Just to reiterate, running "example"."fn_NormaliseFoo" fails after the first row; however, manually running the contents works as expected.
fn_NormalizeFoo() is described as:
a separate function fn_NormalizeFoo() that processes
some data and then calls fn_SetFoo() for each record it has processed.
However, the code shown for fn_NormaliseFoo is declared in the SQL language so it's not procedural, and therefore it can't do what is claimed. It can just run one query and returns its results (or nothing if no results). Such code has to be compatible with inlining into the calling query.

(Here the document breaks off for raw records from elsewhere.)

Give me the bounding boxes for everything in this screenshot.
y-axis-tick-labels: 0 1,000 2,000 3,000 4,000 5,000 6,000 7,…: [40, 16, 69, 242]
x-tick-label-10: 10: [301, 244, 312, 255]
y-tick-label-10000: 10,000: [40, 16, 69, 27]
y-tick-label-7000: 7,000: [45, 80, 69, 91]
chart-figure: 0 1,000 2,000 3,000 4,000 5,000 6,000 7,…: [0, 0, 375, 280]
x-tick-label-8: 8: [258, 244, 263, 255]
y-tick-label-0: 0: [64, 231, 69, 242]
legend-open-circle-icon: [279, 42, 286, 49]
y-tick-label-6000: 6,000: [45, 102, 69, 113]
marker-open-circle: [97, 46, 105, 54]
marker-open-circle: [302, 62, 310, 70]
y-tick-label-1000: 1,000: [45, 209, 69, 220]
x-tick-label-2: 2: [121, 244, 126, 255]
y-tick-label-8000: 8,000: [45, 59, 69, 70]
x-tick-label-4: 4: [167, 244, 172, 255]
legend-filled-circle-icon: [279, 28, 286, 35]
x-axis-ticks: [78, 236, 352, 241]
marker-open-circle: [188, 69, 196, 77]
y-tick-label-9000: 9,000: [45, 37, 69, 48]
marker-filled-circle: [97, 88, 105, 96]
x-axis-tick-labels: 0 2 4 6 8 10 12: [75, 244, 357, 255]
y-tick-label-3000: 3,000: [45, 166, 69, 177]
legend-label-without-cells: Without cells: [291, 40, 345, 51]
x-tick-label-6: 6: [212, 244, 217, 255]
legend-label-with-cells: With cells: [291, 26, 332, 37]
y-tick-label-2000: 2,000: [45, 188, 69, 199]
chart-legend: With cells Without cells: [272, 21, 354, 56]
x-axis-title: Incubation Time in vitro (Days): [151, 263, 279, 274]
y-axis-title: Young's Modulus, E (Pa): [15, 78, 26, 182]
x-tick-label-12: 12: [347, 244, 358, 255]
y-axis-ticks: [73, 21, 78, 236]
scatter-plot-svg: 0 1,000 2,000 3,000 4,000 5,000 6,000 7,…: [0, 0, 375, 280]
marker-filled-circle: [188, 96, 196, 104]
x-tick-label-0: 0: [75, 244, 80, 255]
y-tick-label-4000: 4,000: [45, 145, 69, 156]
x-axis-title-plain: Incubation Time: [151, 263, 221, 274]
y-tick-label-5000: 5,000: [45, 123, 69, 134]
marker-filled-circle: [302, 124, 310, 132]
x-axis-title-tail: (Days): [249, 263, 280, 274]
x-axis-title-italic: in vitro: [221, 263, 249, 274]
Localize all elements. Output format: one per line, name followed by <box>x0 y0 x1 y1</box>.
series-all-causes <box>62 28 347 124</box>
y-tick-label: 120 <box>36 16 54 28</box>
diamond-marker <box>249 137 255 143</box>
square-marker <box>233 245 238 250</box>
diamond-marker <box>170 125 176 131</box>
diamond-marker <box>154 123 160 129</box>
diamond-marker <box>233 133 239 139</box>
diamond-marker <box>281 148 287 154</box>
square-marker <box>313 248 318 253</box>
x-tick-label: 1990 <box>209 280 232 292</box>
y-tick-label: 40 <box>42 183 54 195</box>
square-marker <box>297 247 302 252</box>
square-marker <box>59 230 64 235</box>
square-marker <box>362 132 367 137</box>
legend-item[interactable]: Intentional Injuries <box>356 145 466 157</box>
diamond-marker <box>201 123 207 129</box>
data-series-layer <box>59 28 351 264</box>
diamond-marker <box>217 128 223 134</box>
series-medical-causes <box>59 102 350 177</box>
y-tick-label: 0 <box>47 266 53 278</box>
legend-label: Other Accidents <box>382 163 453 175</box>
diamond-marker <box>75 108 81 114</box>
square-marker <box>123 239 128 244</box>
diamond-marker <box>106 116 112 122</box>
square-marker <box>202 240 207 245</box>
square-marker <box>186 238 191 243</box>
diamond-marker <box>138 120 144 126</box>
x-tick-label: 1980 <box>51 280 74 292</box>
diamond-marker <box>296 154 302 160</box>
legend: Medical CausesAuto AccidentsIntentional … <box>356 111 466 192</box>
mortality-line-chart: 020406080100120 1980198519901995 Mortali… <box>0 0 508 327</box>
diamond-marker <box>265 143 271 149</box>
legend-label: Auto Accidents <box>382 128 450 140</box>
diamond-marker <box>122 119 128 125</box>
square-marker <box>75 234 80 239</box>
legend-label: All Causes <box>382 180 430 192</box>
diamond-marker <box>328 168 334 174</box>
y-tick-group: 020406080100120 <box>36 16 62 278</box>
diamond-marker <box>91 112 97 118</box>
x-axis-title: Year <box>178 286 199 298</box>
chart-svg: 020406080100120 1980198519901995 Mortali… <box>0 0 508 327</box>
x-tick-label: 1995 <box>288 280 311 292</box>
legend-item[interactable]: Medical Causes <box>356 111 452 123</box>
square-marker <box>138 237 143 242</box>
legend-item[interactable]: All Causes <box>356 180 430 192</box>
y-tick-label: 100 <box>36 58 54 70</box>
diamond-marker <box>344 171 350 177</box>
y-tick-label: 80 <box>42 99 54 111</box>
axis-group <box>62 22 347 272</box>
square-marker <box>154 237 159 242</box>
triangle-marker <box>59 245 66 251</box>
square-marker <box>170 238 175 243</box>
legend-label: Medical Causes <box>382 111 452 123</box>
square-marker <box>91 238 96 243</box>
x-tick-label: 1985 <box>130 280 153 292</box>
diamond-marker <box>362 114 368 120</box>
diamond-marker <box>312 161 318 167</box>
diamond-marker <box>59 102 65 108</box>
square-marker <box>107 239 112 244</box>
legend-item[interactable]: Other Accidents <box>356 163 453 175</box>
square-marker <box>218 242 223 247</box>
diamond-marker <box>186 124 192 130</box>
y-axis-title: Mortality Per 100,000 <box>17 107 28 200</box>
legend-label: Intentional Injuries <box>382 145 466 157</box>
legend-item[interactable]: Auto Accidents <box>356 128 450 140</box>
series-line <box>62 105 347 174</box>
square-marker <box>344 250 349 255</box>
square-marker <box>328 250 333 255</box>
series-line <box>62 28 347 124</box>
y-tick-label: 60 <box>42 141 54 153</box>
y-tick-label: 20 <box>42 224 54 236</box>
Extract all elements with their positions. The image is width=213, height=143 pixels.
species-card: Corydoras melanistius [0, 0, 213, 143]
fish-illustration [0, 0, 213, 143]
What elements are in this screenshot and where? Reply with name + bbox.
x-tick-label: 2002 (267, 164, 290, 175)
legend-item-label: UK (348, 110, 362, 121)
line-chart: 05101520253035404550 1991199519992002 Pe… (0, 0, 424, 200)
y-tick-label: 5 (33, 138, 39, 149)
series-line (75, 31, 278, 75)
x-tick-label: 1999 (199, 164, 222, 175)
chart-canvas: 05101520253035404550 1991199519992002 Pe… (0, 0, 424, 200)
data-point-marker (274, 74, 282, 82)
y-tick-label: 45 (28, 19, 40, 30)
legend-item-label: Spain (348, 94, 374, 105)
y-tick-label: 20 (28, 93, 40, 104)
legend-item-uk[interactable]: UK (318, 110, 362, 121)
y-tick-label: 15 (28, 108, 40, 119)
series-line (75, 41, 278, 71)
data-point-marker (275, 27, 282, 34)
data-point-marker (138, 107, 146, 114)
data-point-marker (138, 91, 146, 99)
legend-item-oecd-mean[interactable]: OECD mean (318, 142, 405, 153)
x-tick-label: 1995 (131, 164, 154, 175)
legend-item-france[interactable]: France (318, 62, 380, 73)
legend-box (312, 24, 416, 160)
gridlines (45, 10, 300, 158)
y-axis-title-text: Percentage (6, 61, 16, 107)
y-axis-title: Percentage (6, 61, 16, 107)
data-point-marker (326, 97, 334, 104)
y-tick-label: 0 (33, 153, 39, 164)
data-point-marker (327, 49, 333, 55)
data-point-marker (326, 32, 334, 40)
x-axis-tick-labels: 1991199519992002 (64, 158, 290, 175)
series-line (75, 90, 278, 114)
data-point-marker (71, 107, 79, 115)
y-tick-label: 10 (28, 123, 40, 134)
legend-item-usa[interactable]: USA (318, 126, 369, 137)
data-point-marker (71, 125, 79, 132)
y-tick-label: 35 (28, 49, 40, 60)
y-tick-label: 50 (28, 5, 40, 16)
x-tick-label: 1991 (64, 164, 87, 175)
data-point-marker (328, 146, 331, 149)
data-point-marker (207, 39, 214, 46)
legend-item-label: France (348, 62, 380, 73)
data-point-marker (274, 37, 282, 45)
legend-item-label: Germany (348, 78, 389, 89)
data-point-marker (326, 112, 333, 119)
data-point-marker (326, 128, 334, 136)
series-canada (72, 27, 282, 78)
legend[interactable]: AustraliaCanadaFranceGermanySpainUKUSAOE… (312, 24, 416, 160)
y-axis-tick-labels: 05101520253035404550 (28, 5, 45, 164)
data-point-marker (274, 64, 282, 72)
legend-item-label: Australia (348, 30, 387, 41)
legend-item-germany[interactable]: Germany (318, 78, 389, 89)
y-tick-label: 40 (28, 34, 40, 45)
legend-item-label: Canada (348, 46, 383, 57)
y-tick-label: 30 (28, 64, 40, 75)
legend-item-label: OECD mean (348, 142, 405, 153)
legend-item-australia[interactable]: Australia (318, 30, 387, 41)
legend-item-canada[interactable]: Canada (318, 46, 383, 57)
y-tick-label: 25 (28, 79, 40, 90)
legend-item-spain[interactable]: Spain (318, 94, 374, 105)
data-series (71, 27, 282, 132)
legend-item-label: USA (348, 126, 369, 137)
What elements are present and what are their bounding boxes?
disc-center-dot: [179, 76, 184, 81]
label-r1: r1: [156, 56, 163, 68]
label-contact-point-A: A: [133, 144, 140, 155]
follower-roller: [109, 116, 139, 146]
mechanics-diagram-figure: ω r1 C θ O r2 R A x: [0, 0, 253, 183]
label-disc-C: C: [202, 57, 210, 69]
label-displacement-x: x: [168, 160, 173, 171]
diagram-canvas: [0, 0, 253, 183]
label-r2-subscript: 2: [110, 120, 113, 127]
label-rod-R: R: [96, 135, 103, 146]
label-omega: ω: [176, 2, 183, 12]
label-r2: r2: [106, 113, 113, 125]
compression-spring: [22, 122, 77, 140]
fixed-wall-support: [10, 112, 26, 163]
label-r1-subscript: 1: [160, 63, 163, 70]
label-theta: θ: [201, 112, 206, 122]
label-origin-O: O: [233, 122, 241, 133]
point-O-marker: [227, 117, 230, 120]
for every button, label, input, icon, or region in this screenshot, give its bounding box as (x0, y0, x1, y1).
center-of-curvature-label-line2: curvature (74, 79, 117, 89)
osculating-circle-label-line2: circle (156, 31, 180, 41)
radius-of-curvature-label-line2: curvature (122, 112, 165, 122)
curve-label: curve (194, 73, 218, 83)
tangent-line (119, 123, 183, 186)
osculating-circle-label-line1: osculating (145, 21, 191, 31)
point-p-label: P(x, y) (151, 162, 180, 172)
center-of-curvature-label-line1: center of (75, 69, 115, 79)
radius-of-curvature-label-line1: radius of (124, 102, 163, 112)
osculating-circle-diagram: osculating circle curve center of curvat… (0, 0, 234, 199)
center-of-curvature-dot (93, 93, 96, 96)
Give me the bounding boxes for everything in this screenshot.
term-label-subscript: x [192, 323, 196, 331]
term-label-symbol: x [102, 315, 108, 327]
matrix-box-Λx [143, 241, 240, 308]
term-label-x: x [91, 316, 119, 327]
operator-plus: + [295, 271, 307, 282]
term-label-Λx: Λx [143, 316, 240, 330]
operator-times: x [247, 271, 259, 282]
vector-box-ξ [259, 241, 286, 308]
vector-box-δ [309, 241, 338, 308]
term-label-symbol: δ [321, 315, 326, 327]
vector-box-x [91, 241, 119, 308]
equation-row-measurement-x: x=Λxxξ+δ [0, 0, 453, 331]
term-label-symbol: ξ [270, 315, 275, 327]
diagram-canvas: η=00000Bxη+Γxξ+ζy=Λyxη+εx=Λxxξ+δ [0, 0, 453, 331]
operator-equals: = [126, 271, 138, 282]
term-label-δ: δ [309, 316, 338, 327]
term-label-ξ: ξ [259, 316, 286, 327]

So the first problem is that fn_NormaliseFoo is declared as returning void but it's not compatible with the fact that it's a SELECT. Normally the function creation shouldn't even be accepted by the interpreter of the sql language.
Example:
CREATE FUNCTION f(int) returns void as 'select $1;' language sql;
This fails with:
ERROR: return type mismatch in function declared to return void
DETAIL: Actual return type is integer.
A second problem would be that fn_SetFoo is likely to be called only once, which is what I understand from the question's "the process stop after the first record". Despite the call being in the select list of a query with some joined tables that presumably produce N rows, there's no reason that can be seen here for the SQL engine to call it N times. Better for it call it only once and affect the same result to every row formed as the output of the query.
It looks a bit like you're using sql in spite of plpgsql. To make sure that a function is call N times, loop N times in procedural code and that will be guaranteed to work.